Former Meta employees and top makers of the defunct Diem stablecoin project have raised $200 million to scale up a new project called Aptos.
Aptos was co-founded by former head of strategic partnerships at Novi – Meta’s cryptocurrency unit – Mo Shaikh and chief technology officer Avery Ching. The duo is now the CEO and CTO of the new company. Both left the company in December, before Diem was sold to Silvergate Capital in February of this year.
The team is building a decentralized layer 1 blockchain that is based in part on Move, the coding language initially developed for Diem.. The company is now in the process of growing its developer ecosystem and attracting projects to the blockchain, which it says will be a cheap, secure and scalable network.
According to an announcement made on Wednesday, Aptos’ $200 million strategic funding round was led by venture capital giant Andreessen Horowitz (a16z), along with backing from major firms including Three Arrows Capital, FTX Ventures, Paxos and Coinbase Ventures.
The funding will be used to hire new staff and to support “companies, brands, and builders” looking to develop projects on the Aptos blockchain.. The startup has been hinting that several projects in decentralized finance (DeFi), non-fungible tokens (NFT), Web3, social media, and payments are already underway.
Speaking to TechCrunch, Aptos declined to disclose a specific valuation but suggested it is “well placed in unicorn territory” at around $1 billion.

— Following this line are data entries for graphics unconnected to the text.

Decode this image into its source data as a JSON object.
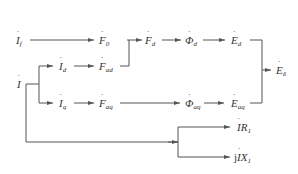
{
  "diagram": {
    "title": "",
    "line_color": "#555555",
    "nodes": {
      "If": {
        "base": "I",
        "sub": "f",
        "x": 17,
        "y": 35
      },
      "I": {
        "base": "I",
        "sub": "",
        "x": 17,
        "y": 79
      },
      "Id": {
        "base": "I",
        "sub": "d",
        "x": 59,
        "y": 60
      },
      "Iq": {
        "base": "I",
        "sub": "q",
        "x": 59,
        "y": 98
      },
      "F0": {
        "base": "F",
        "sub": "0",
        "x": 100,
        "y": 35
      },
      "Fad": {
        "base": "F",
        "sub": "ad",
        "x": 100,
        "y": 60
      },
      "Faq": {
        "base": "F",
        "sub": "aq",
        "x": 100,
        "y": 98
      },
      "Fd": {
        "base": "F",
        "sub": "d",
        "x": 146,
        "y": 35
      },
      "Phid": {
        "base": "Φ",
        "sub": "d",
        "x": 186,
        "y": 35
      },
      "Phiaq": {
        "base": "Φ",
        "sub": "aq",
        "x": 186,
        "y": 98
      },
      "Ed": {
        "base": "E",
        "sub": "d",
        "x": 231,
        "y": 35
      },
      "Eaq": {
        "base": "E",
        "sub": "aq",
        "x": 231,
        "y": 98
      },
      "Edelta": {
        "base": "E",
        "sub": "δ",
        "x": 276,
        "y": 64
      },
      "IR1": {
        "pre": "",
        "base": "I",
        "post": "R",
        "sub": "1",
        "x": 237,
        "y": 122
      },
      "jIX1": {
        "pre": "j",
        "base": "I",
        "post": "X",
        "sub": "1",
        "x": 234,
        "y": 152
      }
    },
    "edges": [
      {
        "from": "If",
        "to": "F0"
      },
      {
        "from": "I",
        "to": "Id"
      },
      {
        "from": "I",
        "to": "Iq"
      },
      {
        "from": "Id",
        "to": "Fad"
      },
      {
        "from": "Iq",
        "to": "Faq"
      },
      {
        "from": "F0",
        "to": "Fd"
      },
      {
        "from": "Fad",
        "to": "Fd"
      },
      {
        "from": "Fd",
        "to": "Phid"
      },
      {
        "from": "Phid",
        "to": "Ed"
      },
      {
        "from": "Faq",
        "to": "Phiaq"
      },
      {
        "from": "Phiaq",
        "to": "Eaq"
      },
      {
        "from": "Ed",
        "to": "Edelta"
      },
      {
        "from": "Eaq",
        "to": "Edelta"
      },
      {
        "from": "I",
        "to": "IR1"
      },
      {
        "from": "I",
        "to": "jIX1"
      }
    ]
  }
}
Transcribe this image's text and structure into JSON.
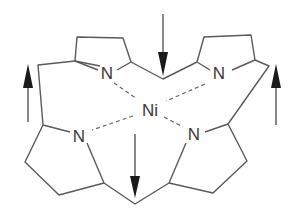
{
  "diagram": {
    "metal_label": "Ni",
    "nitrogen_labels": [
      "N",
      "N",
      "N",
      "N"
    ],
    "colors": {
      "bond": "#5a5a5a",
      "coordination": "#6a6a6a",
      "arrow": "#1a1a1a",
      "text": "#3a3a3a",
      "background": "#ffffff"
    },
    "arrows": [
      {
        "name": "top-center-arrow",
        "direction": "down"
      },
      {
        "name": "bottom-center-arrow",
        "direction": "down"
      },
      {
        "name": "left-arrow",
        "direction": "up"
      },
      {
        "name": "right-arrow",
        "direction": "up"
      }
    ]
  }
}
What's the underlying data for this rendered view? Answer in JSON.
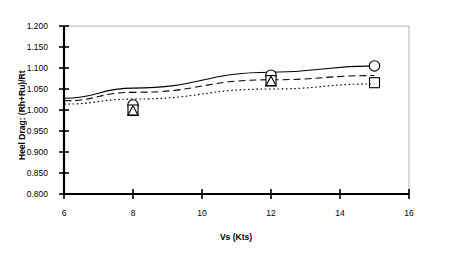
{
  "chart_data": {
    "type": "line",
    "title": "",
    "xlabel": "Vs (Kts)",
    "ylabel": "Heel Drag: (Rh+Ru)/Rt",
    "xlim": [
      6,
      16
    ],
    "ylim": [
      0.8,
      1.2
    ],
    "xticks": [
      "6",
      "8",
      "10",
      "12",
      "14",
      "16"
    ],
    "xtick_values": [
      6,
      8,
      10,
      12,
      14,
      16
    ],
    "yticks": [
      "0.800",
      "0.850",
      "0.900",
      "0.950",
      "1.000",
      "1.050",
      "1.100",
      "1.150",
      "1.200"
    ],
    "ytick_values": [
      0.8,
      0.85,
      0.9,
      0.95,
      1.0,
      1.05,
      1.1,
      1.15,
      1.2
    ],
    "grid": false,
    "legend": "none",
    "frame_color": "#b3b3b3",
    "axis_color": "#000000",
    "series": [
      {
        "name": "circle-series",
        "linestyle": "solid",
        "marker": "circle",
        "color": "#000000",
        "x": [
          6,
          8,
          12,
          15
        ],
        "values": [
          1.028,
          1.052,
          1.09,
          1.105
        ],
        "markers_x": [
          8,
          12,
          15
        ],
        "markers_y": [
          1.012,
          1.083,
          1.105
        ]
      },
      {
        "name": "square-series",
        "linestyle": "dashed",
        "marker": "square",
        "color": "#000000",
        "x": [
          6,
          8,
          12,
          15
        ],
        "values": [
          1.022,
          1.042,
          1.072,
          1.082
        ],
        "markers_x": [
          8,
          12,
          15
        ],
        "markers_y": [
          1.0,
          1.07,
          1.065
        ]
      },
      {
        "name": "triangle-series",
        "linestyle": "dotted",
        "marker": "triangle",
        "color": "#000000",
        "x": [
          6,
          8,
          12,
          15
        ],
        "values": [
          1.014,
          1.026,
          1.05,
          1.062
        ],
        "markers_x": [
          8,
          12
        ],
        "markers_y": [
          0.998,
          1.068
        ]
      }
    ]
  }
}
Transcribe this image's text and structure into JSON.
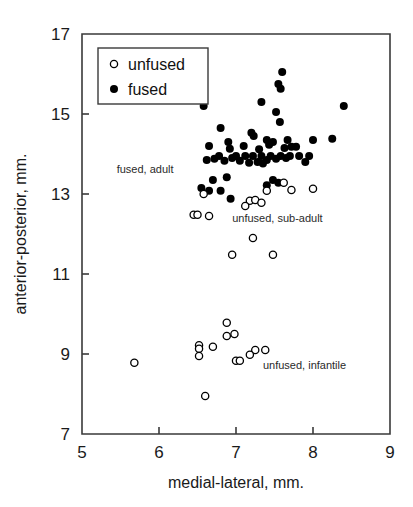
{
  "chart_data": {
    "type": "scatter",
    "title": "",
    "xlabel": "medial-lateral, mm.",
    "ylabel": "anterior-posterior, mm.",
    "xlim": [
      5,
      9
    ],
    "ylim": [
      7,
      17
    ],
    "xticks": [
      "5",
      "6",
      "7",
      "8",
      "9"
    ],
    "yticks": [
      "7",
      "9",
      "11",
      "13",
      "15",
      "17"
    ],
    "xtick_values": [
      5,
      6,
      7,
      8,
      9
    ],
    "ytick_values": [
      7,
      9,
      11,
      13,
      15,
      17
    ],
    "grid": false,
    "legend_position": "top-left",
    "marker_styles": {
      "unfused": "open-circle",
      "fused": "filled-circle"
    },
    "colors": {
      "fused_marker": "#000000",
      "unfused_marker_fill": "#ffffff",
      "unfused_marker_stroke": "#000000",
      "axis": "#3a3a3a",
      "text": "#1a1a1a",
      "background": "#ffffff"
    },
    "series": [
      {
        "name": "fused",
        "marker": "filled-circle",
        "points": [
          [
            7.33,
            15.3
          ],
          [
            7.6,
            16.05
          ],
          [
            7.55,
            15.75
          ],
          [
            7.58,
            15.63
          ],
          [
            7.52,
            15.05
          ],
          [
            7.57,
            14.8
          ],
          [
            6.58,
            15.2
          ],
          [
            8.4,
            15.2
          ],
          [
            6.8,
            14.65
          ],
          [
            7.2,
            14.53
          ],
          [
            7.23,
            14.45
          ],
          [
            6.9,
            14.3
          ],
          [
            7.4,
            14.35
          ],
          [
            7.48,
            14.3
          ],
          [
            7.67,
            14.35
          ],
          [
            7.63,
            14.15
          ],
          [
            8.0,
            14.35
          ],
          [
            8.25,
            14.38
          ],
          [
            6.92,
            14.13
          ],
          [
            7.1,
            14.2
          ],
          [
            7.43,
            14.23
          ],
          [
            7.72,
            14.18
          ],
          [
            7.78,
            14.18
          ],
          [
            6.65,
            14.2
          ],
          [
            7.3,
            14.12
          ],
          [
            7.95,
            13.95
          ],
          [
            6.78,
            13.95
          ],
          [
            6.95,
            13.9
          ],
          [
            7.0,
            13.95
          ],
          [
            7.12,
            13.95
          ],
          [
            7.22,
            13.95
          ],
          [
            7.33,
            13.95
          ],
          [
            7.45,
            13.95
          ],
          [
            7.58,
            13.95
          ],
          [
            7.7,
            13.95
          ],
          [
            6.72,
            13.88
          ],
          [
            6.85,
            13.83
          ],
          [
            7.05,
            13.83
          ],
          [
            7.28,
            13.8
          ],
          [
            7.4,
            13.85
          ],
          [
            7.52,
            13.88
          ],
          [
            7.65,
            13.9
          ],
          [
            7.82,
            13.95
          ],
          [
            6.62,
            13.85
          ],
          [
            7.17,
            13.78
          ],
          [
            7.35,
            13.76
          ],
          [
            7.9,
            13.8
          ],
          [
            6.7,
            13.35
          ],
          [
            6.88,
            13.42
          ],
          [
            7.48,
            13.35
          ],
          [
            7.55,
            13.28
          ],
          [
            6.55,
            13.15
          ],
          [
            6.65,
            13.08
          ],
          [
            6.8,
            13.08
          ],
          [
            7.4,
            13.22
          ],
          [
            6.93,
            12.88
          ]
        ]
      },
      {
        "name": "unfused",
        "marker": "open-circle",
        "points": [
          [
            7.62,
            13.28
          ],
          [
            8.0,
            13.13
          ],
          [
            7.72,
            13.1
          ],
          [
            7.4,
            13.08
          ],
          [
            6.58,
            13.0
          ],
          [
            7.18,
            12.83
          ],
          [
            7.25,
            12.85
          ],
          [
            7.33,
            12.78
          ],
          [
            7.12,
            12.7
          ],
          [
            6.45,
            12.48
          ],
          [
            6.5,
            12.48
          ],
          [
            6.65,
            12.45
          ],
          [
            7.22,
            11.9
          ],
          [
            6.95,
            11.48
          ],
          [
            7.48,
            11.48
          ],
          [
            6.88,
            9.78
          ],
          [
            6.88,
            9.45
          ],
          [
            6.98,
            9.5
          ],
          [
            6.52,
            9.22
          ],
          [
            6.52,
            9.13
          ],
          [
            6.7,
            9.18
          ],
          [
            6.52,
            8.95
          ],
          [
            7.25,
            9.1
          ],
          [
            7.38,
            9.1
          ],
          [
            7.18,
            8.98
          ],
          [
            7.0,
            8.83
          ],
          [
            7.05,
            8.83
          ],
          [
            5.68,
            8.78
          ],
          [
            6.6,
            7.95
          ]
        ]
      }
    ],
    "annotations": [
      {
        "text": "fused, adult",
        "x": 5.45,
        "y": 13.52
      },
      {
        "text": "unfused, sub-adult",
        "x": 6.95,
        "y": 12.3
      },
      {
        "text": "unfused, infantile",
        "x": 7.35,
        "y": 8.63
      }
    ]
  },
  "legend": {
    "entries": [
      {
        "label": "unfused",
        "marker": "open-circle"
      },
      {
        "label": "fused",
        "marker": "filled-circle"
      }
    ]
  }
}
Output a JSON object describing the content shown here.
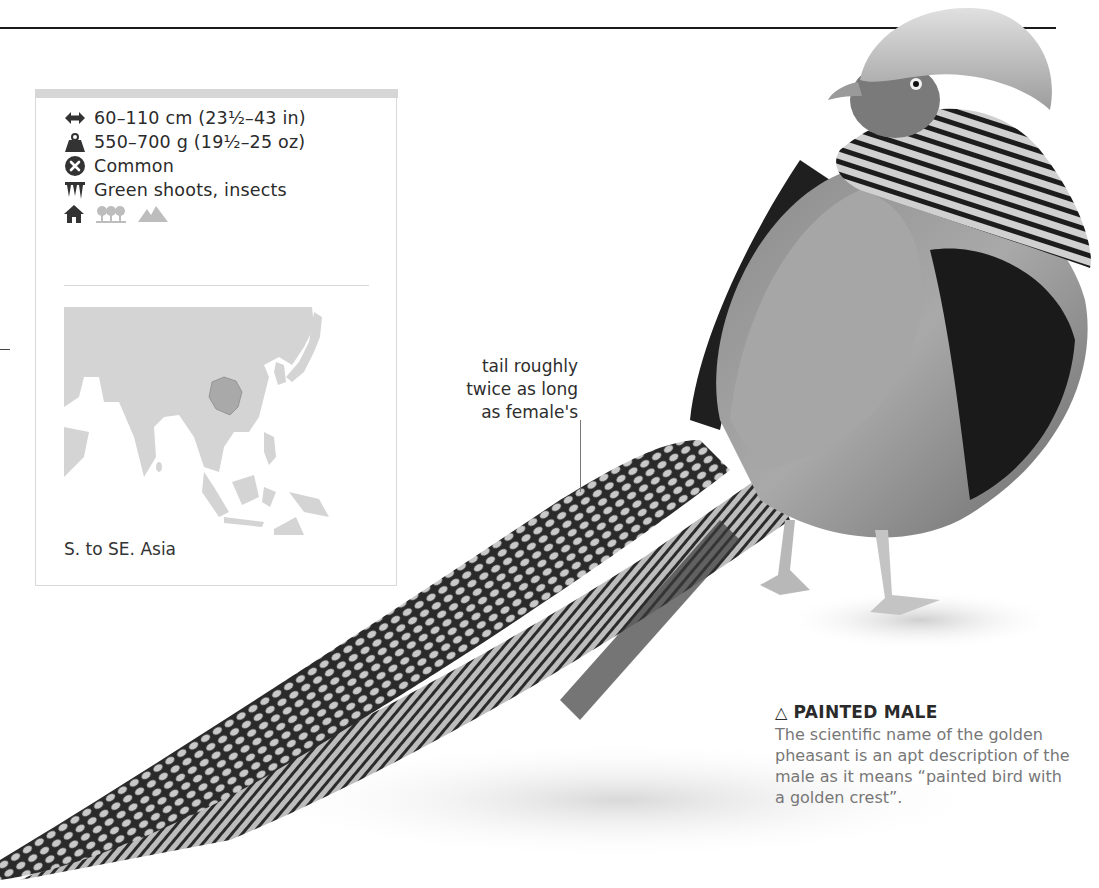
{
  "page": {
    "top_rule": true
  },
  "info_box": {
    "facts": [
      {
        "icon": "length-arrows-icon",
        "text": "60–110 cm (23½–43 in)"
      },
      {
        "icon": "weight-icon",
        "text": "550–700 g (19½–25 oz)"
      },
      {
        "icon": "status-x-icon",
        "text": "Common"
      },
      {
        "icon": "diet-icon",
        "text": "Green shoots, insects"
      }
    ],
    "habitats": [
      {
        "icon": "house-icon",
        "active": true
      },
      {
        "icon": "woodland-trees-icon",
        "active": false
      },
      {
        "icon": "mountains-icon",
        "active": false
      }
    ],
    "range_label": "S. to SE. Asia",
    "colors": {
      "land": "#d4d4d4",
      "range": "#a9a9a9",
      "bar": "#d6d6d6"
    }
  },
  "annotation": {
    "lines": [
      "tail roughly",
      "twice as long",
      "as female's"
    ]
  },
  "caption": {
    "marker": "△",
    "title": "PAINTED MALE",
    "body": "The scientific name of the golden pheasant is an apt description of the male as it means “painted bird with a golden crest”."
  }
}
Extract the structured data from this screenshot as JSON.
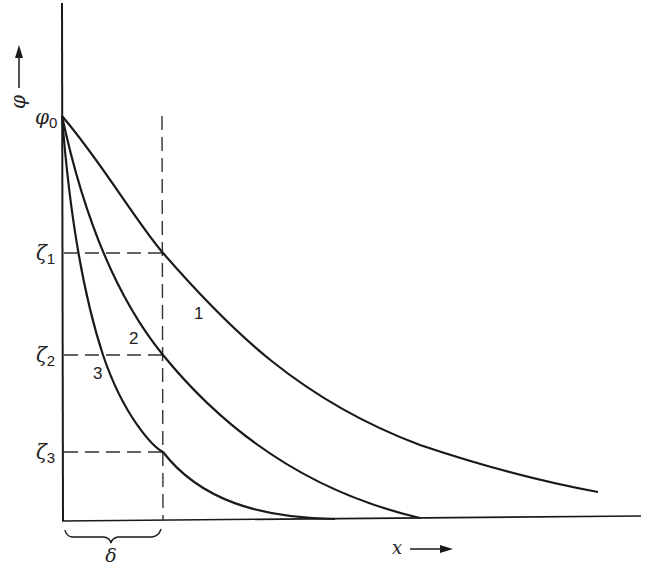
{
  "diagram": {
    "y_axis_label": "φ",
    "x_axis_label": "x",
    "origin_value_label": "φ",
    "origin_value_subscript": "0",
    "levels": [
      {
        "symbol": "ζ",
        "subscript": "1"
      },
      {
        "symbol": "ζ",
        "subscript": "2"
      },
      {
        "symbol": "ζ",
        "subscript": "3"
      }
    ],
    "curves": [
      {
        "label": "1"
      },
      {
        "label": "2"
      },
      {
        "label": "3"
      }
    ],
    "width_label": "δ",
    "colors": {
      "line": "#1a1a1a",
      "dash": "#333333",
      "background": "#ffffff"
    }
  }
}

Along with the funding announcement, Aptos has also launched a public development network with an open source foundation.. The team told the publication that big names like Anchorage, Binance, and Coinbase have been providing guidance and contributing code to the devnet. The ad said:
“Later in Q2 there will be an incentivized testnet to help scale the network and stress test it as it moves to Mainnet. We invite validators and other infrastructure providers to join our community now in anticipation of this.”
Aptos expects Mainnet to launch in the third quarter of this year, giving developers about six months to build projects before the network is available to the public.
In a blog post late last month, Aptos highlighted that its blockchain approach is based on “absolute security, extensible scalability, and credible neutrality,” while being able to work on your ideas without the intense scrutiny of regulators as in the case of Diem:
“Since leaving Meta (formerly Facebook) we have been able to get our ideas off the ground, cut through the red tape, and build from scratch a whole new network to bring them to fruition.”
“Aptos uses Move, the secure and reliable language originally developed for Diem. The ideas we came up with then are still relevant and will serve as an important foundation for a secure, scalable and updatable Web3. Our decentralization and permissionless access plans are moving quickly and will be developed in the open,” add the post.